This is a current topic for me. In my twenties, I seemed very comfortable with silence and loved sitting in meditation on my own or with others. I would do it at least one or two hours a day, and often longer.
Later, when several layers of trauma surfaced, this got more difficult. Instead of a peaceful and quietly blissful silence, silence meant a meeting with very deep pain.
So my practice now, when I go into silence and absence of distractions, is to notice and meet the parts of me struggling with the silence and the pain. How is it to notice and befriend these parts of me? How is it to notice their nature?
How is it to notice the stillness and silence in my nature? How is it to notice it taking the form of contractions, discomfort, and so on?
The essence of this exploration is very simple, and it can also have several different aspects:
Notice the parts of me struggling with the pain, and associating silence and absence of distractions with this pain. Notice they are parts and objects within consciousness.
Befriending them. Getting to know them. Listen to their views and stories.
Find their needs, wants, and sense of lack, and give what they lack and want to them. (Often love, safety, support, and so on.)
Notice their nature. Rest in that noticing. Inviting them to notice their own nature and rest in that noticing.
And do the same with whatever contractions come up, both the ones reacting to the trauma and pain and the ones in trauma and pain. (Not that they are very different from each other.)
Having a Zen background (I lived for a few years at Kanzeon Zen Center in Salt Like City), I am used to silence during the sitting periods. If someone makes repeated sounds, it wouldn’t be unusual for the monitor – the senior monk monitoring the Zendo – to shout “sit still!!!”.
Silence allows for easier centering, inner silence, and focus, at least in my experience. And having to sit still also requires me to find a way to allow and give space to my own restlessness and discomfort instead of distracting myself through sounds or movement. That’s perhaps the greatest benefit and one of the reasons the silence-norm is in place.

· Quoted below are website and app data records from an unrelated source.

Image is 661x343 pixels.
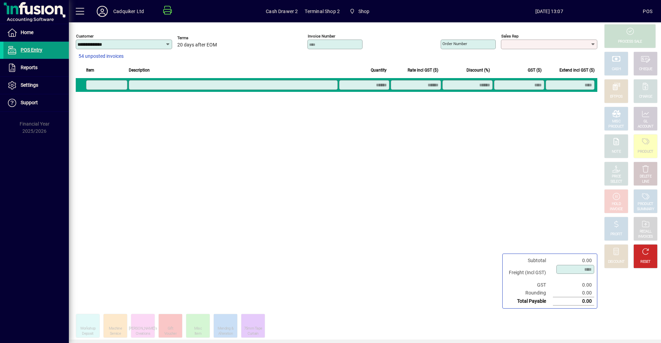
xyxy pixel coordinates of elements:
[247,331,258,336] div: Curtain
[110,331,121,336] div: Service
[21,65,37,70] span: Reports
[217,326,234,331] div: Mending &
[642,6,652,17] div: POS
[194,331,201,336] div: Item
[611,202,620,207] div: HOLD
[642,179,649,184] div: LINE
[610,94,622,99] div: EFTPOS
[177,42,217,48] span: 20 days after EOM
[553,257,594,265] td: 0.00
[639,174,651,179] div: DELETE
[611,67,620,72] div: CASH
[21,47,42,53] span: POS Entry
[3,94,69,111] a: Support
[610,232,622,237] div: PROFIT
[505,257,553,265] td: Subtotal
[636,207,654,212] div: SUMMARY
[609,207,622,212] div: INVOICE
[527,66,541,74] span: GST ($)
[612,119,620,124] div: MISC
[640,259,650,265] div: RESET
[505,281,553,289] td: GST
[608,124,623,129] div: PRODUCT
[3,77,69,94] a: Settings
[218,331,233,336] div: Alteration
[442,41,467,46] mat-label: Order number
[164,331,176,336] div: Voucher
[76,34,94,39] mat-label: Customer
[3,59,69,76] a: Reports
[266,6,298,17] span: Cash Drawer 2
[78,53,124,60] span: 54 unposted invoices
[553,289,594,297] td: 0.00
[610,179,622,184] div: SELECT
[455,6,642,17] span: [DATE] 13:07
[639,94,652,99] div: CHARGE
[407,66,438,74] span: Rate incl GST ($)
[611,149,620,154] div: NOTE
[308,34,335,39] mat-label: Invoice number
[505,297,553,306] td: Total Payable
[371,66,386,74] span: Quantity
[113,6,144,17] div: Cadquiker Ltd
[109,326,122,331] div: Machine
[82,331,93,336] div: Deposit
[505,265,553,281] td: Freight (Incl GST)
[91,5,113,18] button: Profile
[129,326,157,331] div: [PERSON_NAME]'s
[466,66,490,74] span: Discount (%)
[21,30,33,35] span: Home
[611,174,621,179] div: PRICE
[3,24,69,41] a: Home
[76,50,126,63] button: 54 unposted invoices
[643,119,647,124] div: GL
[505,289,553,297] td: Rounding
[553,281,594,289] td: 0.00
[358,6,369,17] span: Shop
[637,124,653,129] div: ACCOUNT
[639,229,651,234] div: RECALL
[129,66,150,74] span: Description
[639,67,652,72] div: CHEQUE
[21,82,38,88] span: Settings
[21,100,38,105] span: Support
[136,331,150,336] div: Creations
[86,66,94,74] span: Item
[194,326,202,331] div: Misc
[637,234,652,239] div: INVOICES
[637,149,653,154] div: PRODUCT
[618,39,642,44] div: PROCESS SALE
[346,5,372,18] span: Shop
[177,36,218,40] span: Terms
[559,66,594,74] span: Extend incl GST ($)
[168,326,173,331] div: Gift
[80,326,95,331] div: Workshop
[501,34,518,39] mat-label: Sales rep
[244,326,262,331] div: 75mm Tape
[553,297,594,306] td: 0.00
[304,6,340,17] span: Terminal Shop 2
[637,202,653,207] div: PRODUCT
[608,259,624,265] div: DISCOUNT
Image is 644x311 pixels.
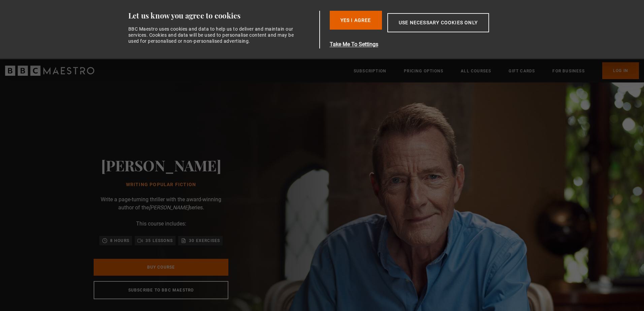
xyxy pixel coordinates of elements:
[602,62,639,79] a: Log In
[128,26,298,44] div: BBC Maestro uses cookies and data to help us to deliver and maintain our services. Cookies and da...
[387,13,489,32] button: Use necessary cookies only
[149,204,189,211] i: [PERSON_NAME]
[94,281,228,299] a: Subscribe to BBC Maestro
[110,237,129,244] p: 8 hours
[94,196,228,212] p: Write a page-turning thriller with the award-winning author of the series.
[353,62,639,79] nav: Primary
[94,259,228,276] a: Buy Course
[330,11,382,30] button: Yes I Agree
[146,237,173,244] p: 35 lessons
[101,182,221,188] h1: Writing Popular Fiction
[461,68,491,74] a: All Courses
[5,66,94,76] svg: BBC Maestro
[101,157,221,174] h2: [PERSON_NAME]
[509,68,535,74] a: Gift Cards
[330,40,521,49] button: Take Me To Settings
[128,11,317,21] div: Let us know you agree to cookies
[189,237,220,244] p: 30 exercises
[136,220,186,228] p: This course includes:
[353,68,386,74] a: Subscription
[552,68,584,74] a: For business
[404,68,443,74] a: Pricing Options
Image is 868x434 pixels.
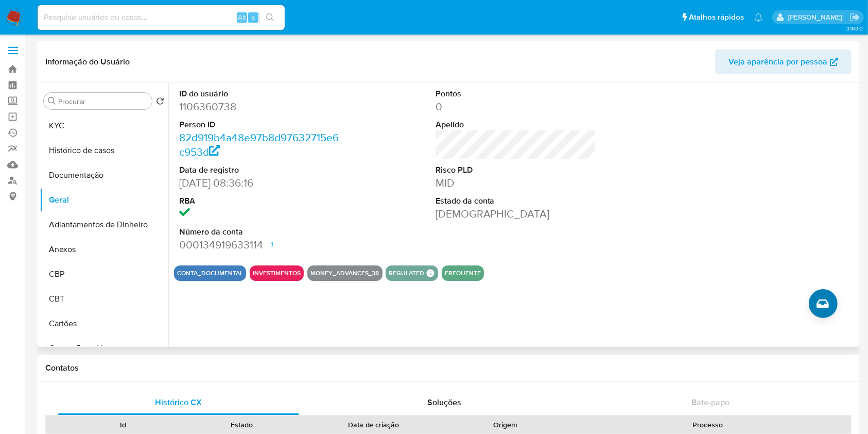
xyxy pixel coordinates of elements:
dt: RBA [179,195,340,207]
button: search-icon [259,11,280,25]
button: Cartões [40,311,168,336]
a: Notificações [754,13,763,22]
dt: Número da conta [179,226,340,237]
div: Processo [572,419,844,430]
h1: Informação do Usuário [45,57,130,67]
dd: 0 [436,99,596,114]
input: Procurar [58,97,148,106]
button: Documentação [40,163,168,188]
span: Atalhos rápidos [689,12,744,23]
button: Contas Bancárias [40,336,168,361]
dt: Pontos [436,88,596,99]
dt: Person ID [179,119,340,130]
dd: [DATE] 08:36:16 [179,176,340,190]
span: Soluções [427,396,461,408]
button: Veja aparência por pessoa [715,50,851,74]
div: Id [71,419,176,430]
h1: Contatos [45,363,851,373]
button: Anexos [40,237,168,261]
span: Histórico CX [155,396,202,408]
button: Histórico de casos [40,138,168,163]
dd: 1106360738 [179,99,340,114]
input: Pesquise usuários ou casos... [38,11,285,24]
button: CBP [40,261,168,286]
span: Bate-papo [691,396,730,408]
dt: ID do usuário [179,88,340,99]
dd: 000134919633114 [179,237,340,252]
dt: Data de registro [179,165,340,176]
button: CBT [40,286,168,311]
div: Data de criação [308,419,439,430]
a: 82d919b4a48e97b8d97632715e6c953d [179,130,339,159]
button: Retornar ao pedido padrão [156,97,164,108]
span: Alt [238,12,246,22]
dt: Risco PLD [436,165,596,176]
dd: [DEMOGRAPHIC_DATA] [436,207,596,221]
a: Sair [849,12,860,23]
button: Procurar [48,97,56,105]
span: Veja aparência por pessoa [728,50,827,74]
button: KYC [40,114,168,138]
div: Estado [190,419,295,430]
span: s [252,12,255,22]
div: Origem [453,419,557,430]
button: Adiantamentos de Dinheiro [40,212,168,237]
dt: Estado da conta [436,195,596,207]
p: magno.ferreira@mercadopago.com.br [787,12,846,22]
dt: Apelido [436,119,596,130]
dd: MID [436,176,596,190]
button: Geral [40,188,168,212]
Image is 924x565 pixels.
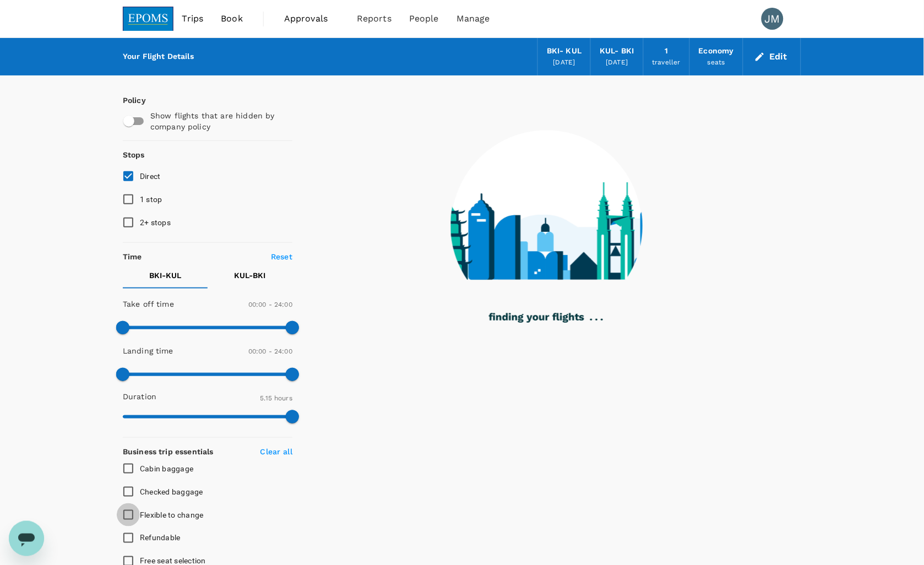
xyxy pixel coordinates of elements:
strong: Stops [123,150,145,159]
p: BKI - KUL [150,269,181,281]
div: traveller [653,57,681,69]
span: Book [221,12,243,25]
div: BKI - KUL [547,45,582,57]
p: Duration [123,391,156,402]
span: 1 stop [140,195,163,203]
span: Flexible to change [140,510,203,519]
p: Take off time [123,298,174,309]
span: Cabin baggage [140,464,194,473]
div: [DATE] [553,57,575,69]
p: Time [123,251,142,262]
p: Landing time [123,345,173,356]
g: finding your flights [489,314,584,323]
span: Direct [140,171,161,180]
g: . [600,318,603,320]
span: 2+ stops [140,218,171,227]
button: Edit [752,48,792,65]
span: Reports [357,12,391,25]
div: seats [708,57,725,69]
span: 5.15 hours [261,394,293,402]
g: . [596,318,598,320]
p: Show flights that are hidden by company policy [150,110,284,132]
span: 00:00 - 24:00 [248,347,292,355]
p: Reset [271,251,292,262]
g: . [591,318,592,320]
span: 00:00 - 24:00 [248,300,292,308]
img: EPOMS SDN BHD [123,7,173,31]
iframe: Button to launch messaging window [9,521,44,556]
span: Refundable [140,533,181,542]
p: KUL - BKI [234,269,266,281]
div: Economy [699,45,734,57]
span: Approvals [284,12,339,25]
div: KUL - BKI [600,45,634,57]
div: Your Flight Details [123,51,194,63]
span: Manage [457,12,490,25]
div: 1 [665,45,668,57]
span: People [409,12,439,25]
span: Trips [182,12,203,25]
div: JM [761,7,783,29]
span: Checked baggage [140,487,203,496]
p: Clear all [261,446,292,456]
p: Policy [123,95,132,105]
div: [DATE] [606,57,628,69]
strong: Business trip essentials [123,447,214,456]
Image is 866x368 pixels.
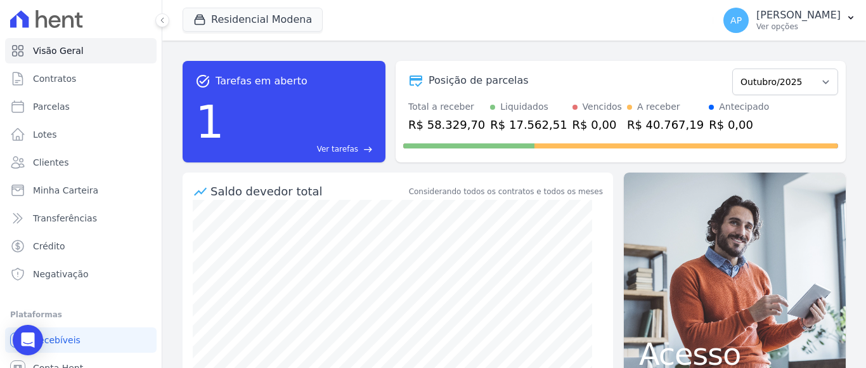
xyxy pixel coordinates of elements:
div: 1 [195,89,225,155]
div: Posição de parcelas [429,73,529,88]
span: Lotes [33,128,57,141]
span: east [363,145,373,154]
a: Contratos [5,66,157,91]
div: R$ 40.767,19 [627,116,704,133]
div: R$ 58.329,70 [408,116,485,133]
p: [PERSON_NAME] [757,9,841,22]
p: Ver opções [757,22,841,32]
span: AP [731,16,742,25]
div: Plataformas [10,307,152,322]
span: Transferências [33,212,97,225]
a: Minha Carteira [5,178,157,203]
a: Transferências [5,205,157,231]
span: Recebíveis [33,334,81,346]
a: Ver tarefas east [230,143,373,155]
a: Clientes [5,150,157,175]
span: Clientes [33,156,68,169]
div: Liquidados [500,100,549,114]
div: Open Intercom Messenger [13,325,43,355]
span: Minha Carteira [33,184,98,197]
span: Ver tarefas [317,143,358,155]
a: Visão Geral [5,38,157,63]
div: R$ 0,00 [709,116,769,133]
span: Visão Geral [33,44,84,57]
span: task_alt [195,74,211,89]
a: Lotes [5,122,157,147]
span: Parcelas [33,100,70,113]
button: Residencial Modena [183,8,323,32]
div: Saldo devedor total [211,183,407,200]
div: Total a receber [408,100,485,114]
a: Parcelas [5,94,157,119]
div: R$ 0,00 [573,116,622,133]
div: Vencidos [583,100,622,114]
span: Tarefas em aberto [216,74,308,89]
div: A receber [637,100,681,114]
span: Negativação [33,268,89,280]
div: Considerando todos os contratos e todos os meses [409,186,603,197]
button: AP [PERSON_NAME] Ver opções [713,3,866,38]
span: Contratos [33,72,76,85]
a: Negativação [5,261,157,287]
a: Recebíveis [5,327,157,353]
div: R$ 17.562,51 [490,116,567,133]
span: Crédito [33,240,65,252]
div: Antecipado [719,100,769,114]
a: Crédito [5,233,157,259]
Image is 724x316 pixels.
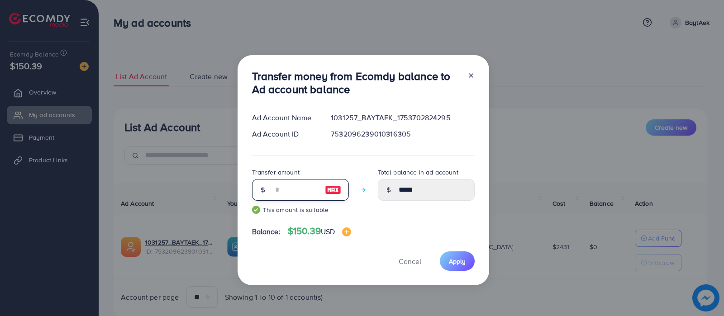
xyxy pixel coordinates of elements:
[245,113,324,123] div: Ad Account Name
[252,227,281,237] span: Balance:
[378,168,459,177] label: Total balance in ad account
[321,227,335,237] span: USD
[399,257,422,267] span: Cancel
[449,257,466,266] span: Apply
[245,129,324,139] div: Ad Account ID
[388,252,433,271] button: Cancel
[288,226,352,237] h4: $150.39
[342,228,351,237] img: image
[440,252,475,271] button: Apply
[252,206,349,215] small: This amount is suitable
[252,168,300,177] label: Transfer amount
[325,185,341,196] img: image
[324,113,482,123] div: 1031257_BAYTAEK_1753702824295
[324,129,482,139] div: 7532096239010316305
[252,206,260,214] img: guide
[252,70,460,96] h3: Transfer money from Ecomdy balance to Ad account balance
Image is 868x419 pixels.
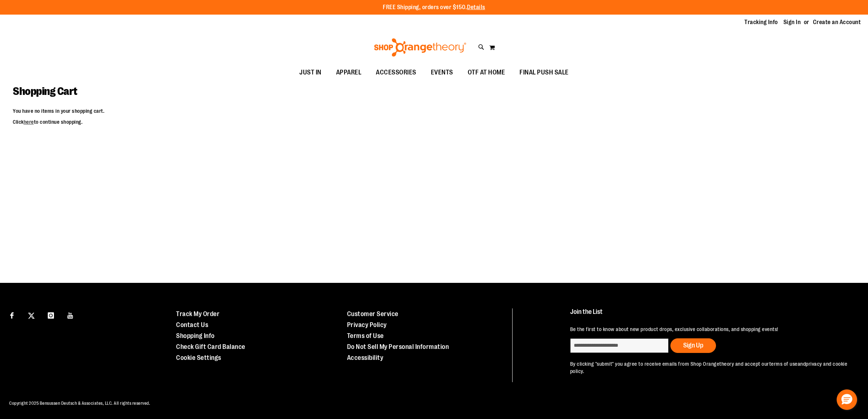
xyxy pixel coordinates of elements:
span: EVENTS [431,64,453,81]
a: Accessibility [347,353,383,361]
button: Hello, have a question? Let’s chat. [837,389,857,410]
button: Sign Up [670,338,716,353]
span: Copyright 2025 Bensussen Deutsch & Associates, LLC. All rights reserved. [9,400,150,406]
span: OTF AT HOME [468,64,505,81]
a: OTF AT HOME [461,64,513,81]
img: Shop Orangetheory [373,38,467,56]
a: Details [467,4,485,10]
a: Visit our X page [25,308,38,321]
p: You have no items in your shopping cart. [13,108,855,115]
span: JUST IN [300,64,322,81]
span: Shopping Cart [13,85,77,97]
p: Click to continue shopping. [13,118,855,126]
input: enter email [570,338,669,353]
a: Visit our Youtube page [64,308,77,321]
a: Visit our Instagram page [44,308,57,321]
a: terms of use [769,360,798,367]
img: Twitter [28,312,35,319]
p: Be the first to know about new product drops, exclusive collaborations, and shopping events! [570,325,849,333]
a: Terms of Use [347,332,384,339]
a: privacy and cookie policy. [570,360,847,374]
p: FREE Shipping, orders over $150. [383,3,485,12]
a: Sign In [783,18,801,26]
span: Sign Up [683,342,704,349]
a: Tracking Info [745,18,778,26]
a: Visit our Facebook page [6,308,18,321]
a: Do Not Sell My Personal Information [347,343,449,350]
a: JUST IN [292,64,329,81]
a: EVENTS [424,64,461,81]
a: ACCESSORIES [368,64,424,81]
a: Create an Account [813,18,862,26]
span: ACCESSORIES [376,64,417,81]
a: APPAREL [329,64,369,81]
a: Check Gift Card Balance [176,343,245,350]
a: here [24,119,34,125]
a: FINAL PUSH SALE [512,64,576,81]
a: Privacy Policy [347,321,387,328]
span: APPAREL [336,64,362,81]
a: Customer Service [347,310,398,317]
h4: Join the List [570,308,849,322]
a: Contact Us [176,321,208,328]
span: FINAL PUSH SALE [519,64,569,81]
a: Cookie Settings [176,353,221,361]
a: Track My Order [176,310,220,317]
a: Shopping Info [176,332,215,339]
p: By clicking "submit" you agree to receive emails from Shop Orangetheory and accept our and [570,360,849,375]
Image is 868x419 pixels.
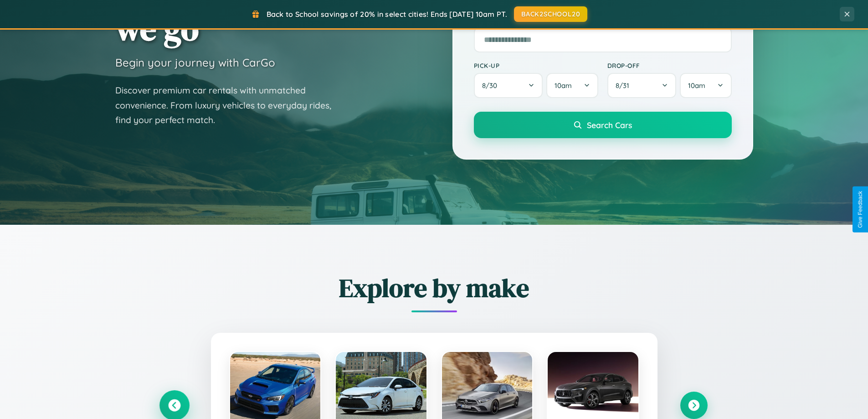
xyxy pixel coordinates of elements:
[514,7,587,22] button: BACK2SCHOOL20
[555,81,572,90] span: 10am
[607,62,732,69] label: Drop-off
[680,73,732,98] button: 10am
[115,83,343,127] p: Discover premium car rentals with unmatched convenience. From luxury vehicles to everyday rides, ...
[607,73,677,98] button: 8/31
[482,81,502,90] span: 8 / 30
[587,120,632,130] span: Search Cars
[161,270,708,305] h2: Explore by make
[546,73,598,98] button: 10am
[474,73,543,98] button: 8/30
[474,62,598,69] label: Pick-up
[115,56,275,69] h3: Begin your journey with CarGo
[688,81,706,90] span: 10am
[474,112,732,138] button: Search Cars
[267,10,507,19] span: Back to School savings of 20% in select cities! Ends [DATE] 10am PT.
[616,81,634,90] span: 8 / 31
[857,191,864,228] div: Give Feedback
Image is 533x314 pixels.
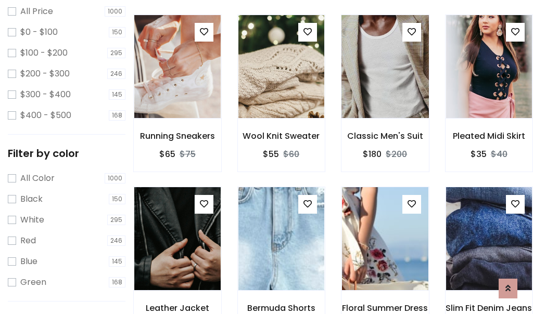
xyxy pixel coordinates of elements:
label: Green [20,276,46,289]
label: White [20,214,44,226]
h6: Bermuda Shorts [238,304,325,313]
span: 246 [107,236,125,246]
span: 150 [109,27,125,37]
span: 145 [109,257,125,267]
h6: Running Sneakers [134,131,221,141]
del: $40 [491,148,508,160]
span: 295 [107,48,125,58]
h5: Filter by color [8,147,125,160]
del: $200 [386,148,407,160]
span: 168 [109,277,125,288]
span: 145 [109,90,125,100]
label: All Color [20,172,55,185]
span: 168 [109,110,125,121]
span: 295 [107,215,125,225]
label: $400 - $500 [20,109,71,122]
span: 1000 [105,6,125,17]
label: All Price [20,5,53,18]
del: $75 [180,148,196,160]
span: 150 [109,194,125,205]
span: 1000 [105,173,125,184]
span: 246 [107,69,125,79]
label: $0 - $100 [20,26,58,39]
h6: $35 [471,149,487,159]
h6: $55 [263,149,279,159]
label: $200 - $300 [20,68,70,80]
h6: Slim Fit Denim Jeans [446,304,533,313]
label: Red [20,235,36,247]
h6: Classic Men's Suit [342,131,429,141]
h6: Leather Jacket [134,304,221,313]
label: $300 - $400 [20,89,71,101]
h6: Wool Knit Sweater [238,131,325,141]
h6: Pleated Midi Skirt [446,131,533,141]
label: $100 - $200 [20,47,68,59]
h6: $180 [363,149,382,159]
label: Black [20,193,43,206]
del: $60 [283,148,299,160]
label: Blue [20,256,37,268]
h6: $65 [159,149,175,159]
h6: Floral Summer Dress [342,304,429,313]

When I first took a Vortex Healing class, I was surprised by the sound level. People seemed to move around and make quite a bit of sound (breathing, sighing, coughing, pulling in snot, moving, opening bottles, even reading through notebooks!) during the transmissions or meditations. It’s distracting, but the benefit is that I get to see my own reactivity to it, and it triggers some emotional issues (rooted in trauma), so I can then work on and clear those. In fact, due to my own discomfort from the noise level in the group, I am motivated to work on and clear those issues. I want to get a good portion done before next class…..!
So there are benefits to each approach. I also guess Vortex Healing has more of an Indian and Hinduism connection with it’s higher tolerance for noise (and chaos!), so that’s why they do it differently.
Our human life and interactions is conditioning playing itself out.
A simple way to explore this is to take any view we have or activity we are doing, and then find a cause behind it, and then another, and then another. They are innumerable, and stretch back to beginning of time and out to the widest extent of the universe.
When we see this, there is a softening of identification with our identities, views, and actions. They are not personal. They are universal in the sense that they (a) belong to the universe as a whole, and (b) we and everything live out conditioning.
It’s also quite beautiful. It allows the universe – including us – to exist and function. It creates a great deal of diversity and richness. And it allows us to find ourselves as that which all this happens within and as.
In daily life, we can notice this whenever we interact with others. We each perceive and live from our conditioning, and it can be helpful to notice or guess some specifics about it. For instance, I prefer quiet over loudness. What may have lead to that preference?
I grew up in an educated middle class home in Norway, and quiet is valued in that subculture and culture. Being quiet equals being considerate and a good person and citizen.
I am used to quiet at home. I prefer it because it’s familiar.
I feel nervous and restless if it’s not quiet. It’s uncomfortable.
I have CFS and had PTSD, both of which makes me more sensitive to sound. Silence feels deeply nurturing and healing.
I am a mammal, and mammals tend to prefer silence or quiet. Silence or near silence is part of our evolutionary history, and it also allows us to detect danger more easily. It’s built into us to prefer silence.
And so on. I could probably always find one more possible reason, and then another.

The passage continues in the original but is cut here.